Thursday 18 August 2016

Don't laugh at the Labour Party, it's your problem too!


It used to be said that the Labour Party owes more to Methodism than to Marx. In fact the risk debt is to Fred Karno the man who designed  its constitution. Who else but Fred could have created a system in which the rank and file members hate the MPs, the MPs hate the leader and he hates the national organisation. It all seems specially designed to ensure that Labour stays in opposition forever. 

Indeed I think my D.Phil thesis "The Whigs in Opposition 1812 to 1830" was the best possible preparation for being in today's Labour Party. Of course my Whigs were very different to today's Labour Party They weren't as fractious.They were a party of aristocrats and gentlemen  in politics out of duty,not a desire to get their snouts in the trough.It's not even that they didn't have good leaders .In Fox,Brougham and Grey they had some of the best men around.

The comparison is apt because the Whigs were small,weak, divided on policy and totally unable to bring the government down,or even defeat any of its measures.The result was two decades of bad Tory government, political repression and economic depression until the Tory hegemony was broken, not by the efforts of the Whigs but by a people's revolt for parliamentary reform.

That's the perfect illustration of the consequences  of a weak opposition in our two party system. Political history abounds with others. An unelectable  opposition under Michael Foot allowed Margaret Thatcher to get away with anything she wanted,thus permitting the neoliberal revolution,the crushing of the miners  and the selling off of assets. 

The more divided the opposition the longer the hegemony of the other side, like the eighteen years of Tory rule from 1979 to 1997 and as for a split  of the opposition destabilises politics as  the death throes of the Liberals did after the First World War, leading to  the three party  confusion of the twenties and thirties.

So, Labour's problems aren't just the problem of those of us in the party. Civil war as a system of party management is  a crisis for the whole political system. Good opposition is essential for good government,which needs an effective opposition to keep it accountable and moderate.  The weaker the opposition, the stronger the government, the more it can get away with, and the less need it has to cleave to the centre ground. Like it or not, a great deal  depends on Labour's prospects. There are three possible scenarios offer.

Labour's civil war could continue. Both sides would rather fight each other than the Tories, making Labour  unelectable because at the very least voters expect the opposition to be able to form a viable alternative government not offer a bag of hyperactive ferrets fighting in a sack.Alternatively,one side wins and destabilises the party by purging the other. 

The left would concentrate on making Labour  the perfect leftist party,ideologically pure and totally unelectable. If it's the Blairite right, they'd go for a makeover and lobotomy, watering policy down so far Labour's  hardly worth electing.As a worst case, Labour could  break up. Then both sections are impotent,unless the electoral system is changed to proportional representation.Which it won't be.We'd have recreated the nineteen twenties.

With Labour self screwed it's all down to Theresa May..She must either be her own opposition and steel enough of Labour's clothes to stay in the centre Alternatively, she can veer right and dole out more neoliberalism with tax cuts for the wealthy. That would mean talking the talk of fairness but not walking the walk,rather like Cameron, the PR PM.

Her opening speech,which was almost New Labour,indicated that she'll do the first.That would be sensible and is what I'd hope. But then Mrs Thatcher began by expressing her  desire to "bring harmony where there is strife" and look how that finished up.

 So, with Labour in default,much depends on Theresa May.She leads a more right wing Tory party than Margaret Thatcher came in with so it won't be easy.Yet  with Labour in its present state the best,indeed only, hope is that she really meant what she said and that the sentiments of her first speech came from the heart, not the Tory Party PR department trying to make a dishonest woman of her.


*What you will do*
Your reply should hold only the lines from the records below where "annotations" occurs.
BEGIN Data records
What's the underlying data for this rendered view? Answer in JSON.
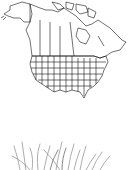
{
  "map": {
    "region": "North America",
    "style": "outline map with state and province boundaries",
    "line_color": "#000000",
    "background": "#ffffff"
  },
  "plant": {
    "subject": "grass clump sketch",
    "stroke_color": "#9a9a9a"
  }
}
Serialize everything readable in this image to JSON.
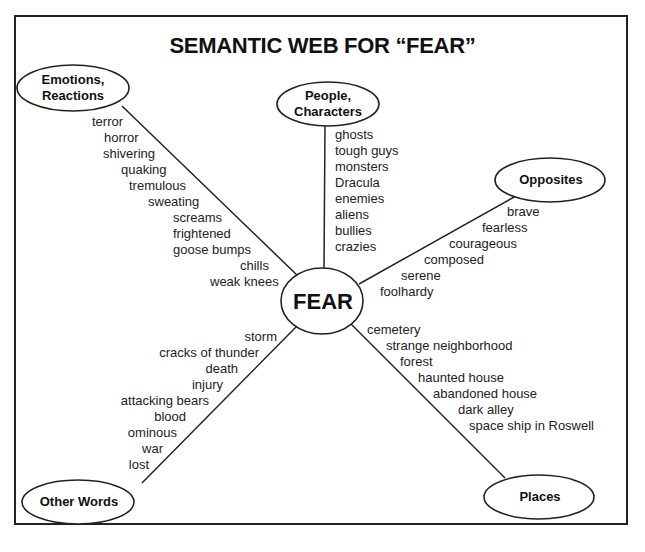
{
  "title": "SEMANTIC WEB FOR “FEAR”",
  "center": {
    "label": "FEAR"
  },
  "categories": {
    "emotions": {
      "label_line1": "Emotions,",
      "label_line2": "Reactions",
      "words": [
        "terror",
        "horror",
        "shivering",
        "quaking",
        "tremulous",
        "sweating",
        "screams",
        "frightened",
        "goose bumps",
        "chills",
        "weak knees"
      ]
    },
    "people": {
      "label_line1": "People,",
      "label_line2": "Characters",
      "words": [
        "ghosts",
        "tough guys",
        "monsters",
        "Dracula",
        "enemies",
        "aliens",
        "bullies",
        "crazies"
      ]
    },
    "opposites": {
      "label": "Opposites",
      "words": [
        "brave",
        "fearless",
        "courageous",
        "composed",
        "serene",
        "foolhardy"
      ]
    },
    "other_words": {
      "label": "Other Words",
      "words": [
        "storm",
        "cracks of thunder",
        "death",
        "injury",
        "attacking bears",
        "blood",
        "ominous",
        "war",
        "lost"
      ]
    },
    "places": {
      "label": "Places",
      "words": [
        "cemetery",
        "strange neighborhood",
        "forest",
        "haunted house",
        "abandoned house",
        "dark alley",
        "space ship in Roswell"
      ]
    }
  }
}
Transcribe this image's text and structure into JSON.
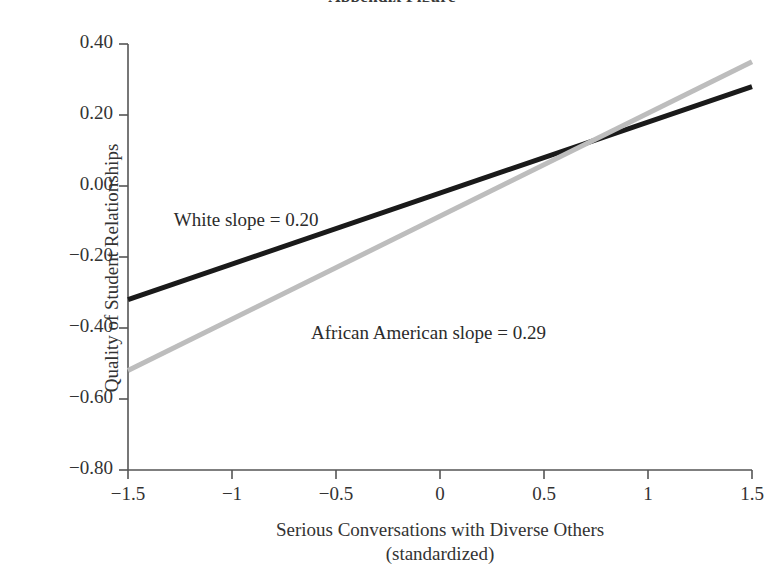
{
  "figure": {
    "title_clipped": "Appendix Figure",
    "background": "#ffffff"
  },
  "chart_data": {
    "type": "line",
    "title": "",
    "xlabel": "Serious Conversations with Diverse Others",
    "xlabel_line2": "(standardized)",
    "ylabel": "Quality of Student Relationships",
    "xlim": [
      -1.5,
      1.5
    ],
    "ylim": [
      -0.8,
      0.4
    ],
    "grid": false,
    "legend": "none (inline annotations)",
    "xticks": [
      -1.5,
      -1,
      -0.5,
      0,
      0.5,
      1,
      1.5
    ],
    "xtick_labels": [
      "−1.5",
      "−1",
      "−0.5",
      "0",
      "0.5",
      "1",
      "1.5"
    ],
    "yticks": [
      0.4,
      0.2,
      0.0,
      -0.2,
      -0.4,
      -0.6,
      -0.8
    ],
    "ytick_labels": [
      "0.40",
      "0.20",
      "0.00",
      "−0.20",
      "−0.40",
      "−0.60",
      "−0.80"
    ],
    "series": [
      {
        "name": "White",
        "slope": 0.2,
        "color": "#1a1a1a",
        "linewidth": 5,
        "x": [
          -1.5,
          1.5
        ],
        "values": [
          -0.32,
          0.28
        ],
        "annotation": "White slope = 0.20"
      },
      {
        "name": "African American",
        "slope": 0.29,
        "color": "#bdbdbd",
        "linewidth": 5,
        "x": [
          -1.5,
          1.5
        ],
        "values": [
          -0.52,
          0.35
        ],
        "annotation": "African American slope = 0.29"
      }
    ],
    "annotations": [
      {
        "text": "White slope = 0.20",
        "x": -1.28,
        "y": -0.1
      },
      {
        "text": "African American slope = 0.29",
        "x": -0.62,
        "y": -0.42
      }
    ]
  },
  "axis": {
    "line_color": "#555555"
  }
}
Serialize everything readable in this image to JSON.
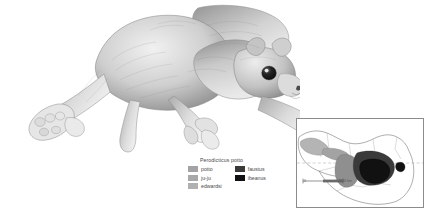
{
  "figure": {
    "subject_common_name": "potto",
    "illustration_medium": "graphite pencil drawing",
    "background_color": "#ffffff"
  },
  "legend": {
    "title": "Perodicticus potto",
    "columns": [
      {
        "entries": [
          {
            "label": "potto",
            "color": "#a3a3a3"
          },
          {
            "label": "ju-ju",
            "color": "#a8a8a8"
          },
          {
            "label": "edwardsi",
            "color": "#b0b0b0"
          }
        ]
      },
      {
        "entries": [
          {
            "label": "faustus",
            "color": "#3a3a3a"
          },
          {
            "label": "ibeanus",
            "color": "#111111"
          }
        ]
      }
    ]
  },
  "map": {
    "scale_value": "2000 km",
    "scale_zero": "0",
    "attribution": "",
    "equator_line": true,
    "border_color": "#8c8c8c",
    "range_colors": {
      "potto": "#a3a3a3",
      "ju_ju": "#8f8f8f",
      "edwardsi": "#b4b4b4",
      "faustus": "#3a3a3a",
      "ibeanus": "#111111"
    }
  }
}
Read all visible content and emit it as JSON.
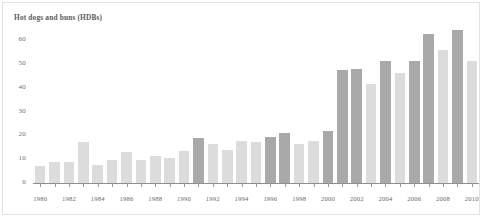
{
  "chart_data": {
    "type": "bar",
    "title": "Hot dogs and buns (HDBs)",
    "xlabel": "",
    "ylabel": "",
    "ylim": [
      0,
      65
    ],
    "yticks": [
      0,
      10,
      20,
      30,
      40,
      50,
      60
    ],
    "ytick_labels": [
      "0",
      "10",
      "20",
      "30",
      "40",
      "50",
      "60"
    ],
    "grid": false,
    "legend": null,
    "categories": [
      "1980",
      "1981",
      "1982",
      "1983",
      "1984",
      "1985",
      "1986",
      "1987",
      "1988",
      "1989",
      "1990",
      "1991",
      "1992",
      "1993",
      "1994",
      "1995",
      "1996",
      "1997",
      "1998",
      "1999",
      "2000",
      "2001",
      "2002",
      "2003",
      "2004",
      "2005",
      "2006",
      "2007",
      "2008",
      "2009",
      "2010"
    ],
    "xtick_labels": [
      "1980",
      "1982",
      "1984",
      "1986",
      "1988",
      "1990",
      "1992",
      "1994",
      "1996",
      "1998",
      "2000",
      "2002",
      "2004",
      "2006",
      "2008",
      "2010"
    ],
    "values": [
      7,
      9,
      9,
      17,
      7.5,
      9.5,
      13,
      9.5,
      11.5,
      10.5,
      13.5,
      19,
      16.5,
      14,
      17.5,
      17,
      19.5,
      21,
      16.5,
      17.5,
      22,
      47.5,
      48,
      41.5,
      51,
      46,
      51,
      62.5,
      56,
      64,
      51
    ],
    "bar_shades": [
      "light",
      "light",
      "light",
      "light",
      "light",
      "light",
      "light",
      "light",
      "light",
      "light",
      "light",
      "dark",
      "light",
      "light",
      "light",
      "light",
      "dark",
      "dark",
      "light",
      "light",
      "dark",
      "dark",
      "dark",
      "light",
      "dark",
      "light",
      "dark",
      "dark",
      "light",
      "dark",
      "light"
    ],
    "colors": {
      "bar_dark": "#a9a9a9",
      "bar_light": "#dcdcdc",
      "axis": "#8d8d8d",
      "text": "#6b6b6b",
      "title_text": "#5d5d5d",
      "frame": "#e2e2e2",
      "background": "#ffffff"
    }
  }
}
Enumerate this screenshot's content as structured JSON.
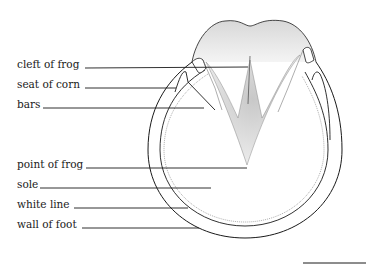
END Data records
*Final answer*
    "legend": "none (inline annotations)",
    "annotations": [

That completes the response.